Monday, May 10, 2010

Ignorance Is Bliss To Liz

During a Senate Appropriations Committee hearing on May 6, Attorney General Eric Holder responded to GOP complaints that the FBI had given recent terrorist suspects Umar Farouk Abdulmutallab (airplane on Christmas Day) and Faisal Shahzad (Times Square) the Miranda warning before questioning. Holder stated that the pre-warning questioning of Shahzad was far more lengthy than that of Abdulmutallab and added

“We made extensive use of the public safety exception before the decision was made to give them their Miranda warnings,” he said, adding that “a very substantial amount of information” was obtained through the un-Mirandized questioning.

Once he was given the Miranda warning, Deputy Director of the FBI John S. Pistole pointed out, he "continued to cooperate and provide valuable information."

Although a "federal law enforcement official" suggested to Talking Points Memo there has been no change in policy from that of the Bush Administration, TPM reports

The Obama Administration is applying an old exception to the Miranda rule in a new way in order to interrogate terrorism suspects before reading them their rights, several experts tell TPMmuckraker, finding what one law professor calls a "middle ground" between those who want suspects put through the criminal justice system and those who believe they should be classified as "enemy combatants."

Federal agents questioned both Faisal Shahzad, the man accused of planting a makeshift bomb in Times Square, and Umar Abdulmutallab, the failed Christmas Day bomber, under the so-called public safety exception to the Miranda rule for substantial periods before informing the men of their right to remain silent, and to an attorney.

Information gleaned during questioning under the public safety exception -- in which police "ask questions reasonably prompted by a concern for the public safety," according to the 1984 Supreme Court case that recognized the exception -- is admissible at trial.

"It looks like to me they're trying to find this middle ground between saying the Constitution applies with full force and the Constitution doesn't apply," says Sam Kamin, a professor of criminal law and procedure at Sturm College of Law in Denver who has written about terrorism interrogations. "It seems to be a deliberate strategy."


The Obama Administration either continues the Bush Administration policy or seeks a creative way to obtain more information from terrorist suspects. The suspect in the most recent apparent act of terrorism gives up significant information both before and after being warned of his right to remain silent. Yet, Liz Cheney, one of the daughters of former President Vice-President Dick Cheney goes on Fox News Sunday yesterday and claims (video below, courtesy of Crooks and Liars)

When the administration captures a terrorist and their first instinct is to inform him that he’s got the right to remain silent, that is exactly the wrong way to win this war. When we capture a terrorist, our first instinct has got to be: How do we understand the networks to which this terrorist is connected? How do we understand where he was trained? How do we understand who the leadership is? The administration is approaching this, and again this morning you had John Brennan saying, “Well, this was one-off because he drove the truck alone.” That doesn’t even make sense, it’s inexplicable. But if you aren’t willing to acknowledge that you’re facing a committed network of terrorists as your enemies, and that it’s radical jihadist Islam, then your response to that is gonna be, by definition, insufficient time and time again.

When the administration captures a terrorist and their first instinct is to inform him that he’s got the right to remain silent. Does Liz Cheney have any clue as to what is going on? Does she care?

And: does it really matter to anyone who is predisposed to believe that Barack Obama and Eric Holder are determined to undermine the security of the nation and leave it vulnerable to attack?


Omitting every picture, copy the lines from the one that contains "is (987, 451)." through the last line of the records below, exactly and with nothing added.

[Stored data entries]

- - -

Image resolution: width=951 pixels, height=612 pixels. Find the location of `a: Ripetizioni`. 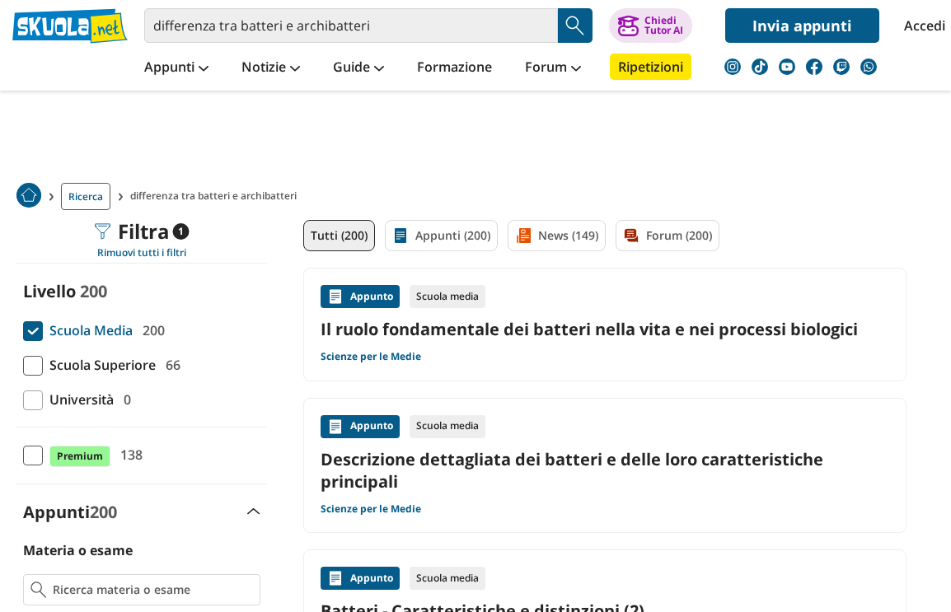

a: Ripetizioni is located at coordinates (650, 67).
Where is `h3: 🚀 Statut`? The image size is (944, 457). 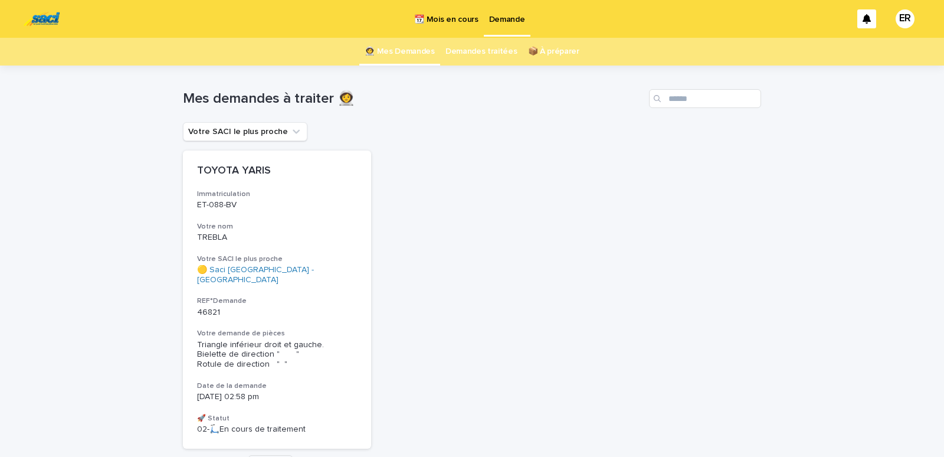
h3: 🚀 Statut is located at coordinates (277, 418).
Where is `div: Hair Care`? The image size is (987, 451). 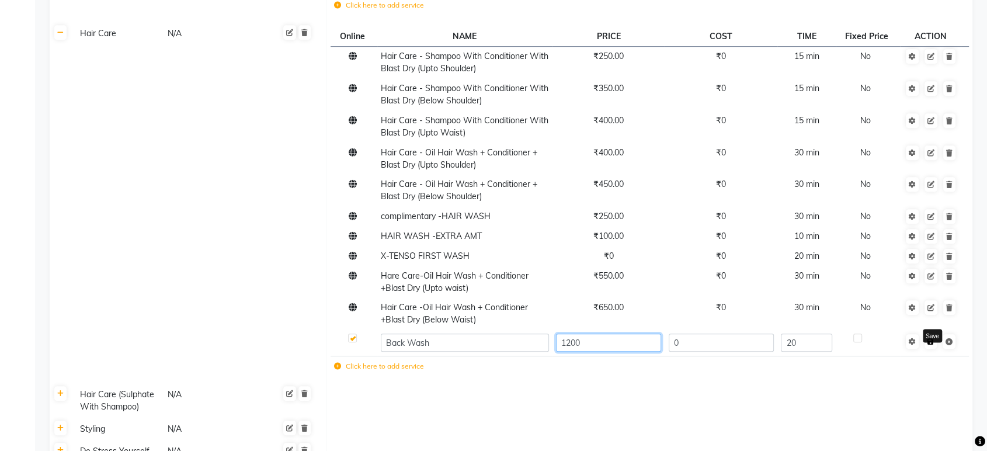
div: Hair Care is located at coordinates (119, 33).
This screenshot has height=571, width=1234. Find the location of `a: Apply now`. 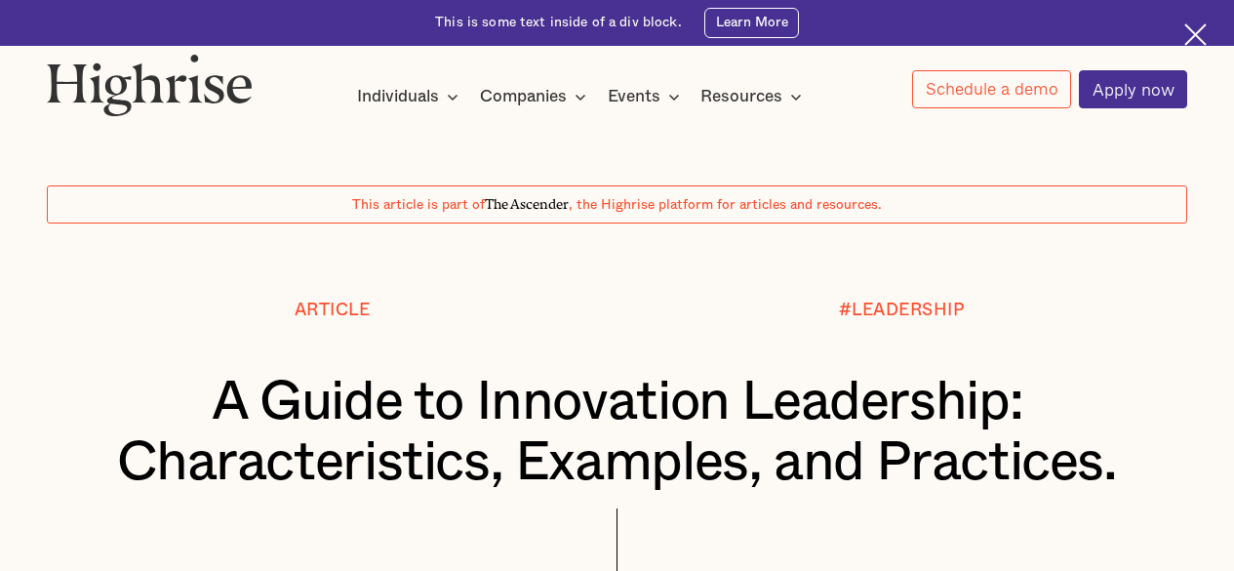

- - -

Written response —
Where is `div: Hair Care`? The image size is (987, 451). 
div: Hair Care is located at coordinates (119, 33).
This screenshot has height=571, width=1234. Find the location of `a: Apply now`. 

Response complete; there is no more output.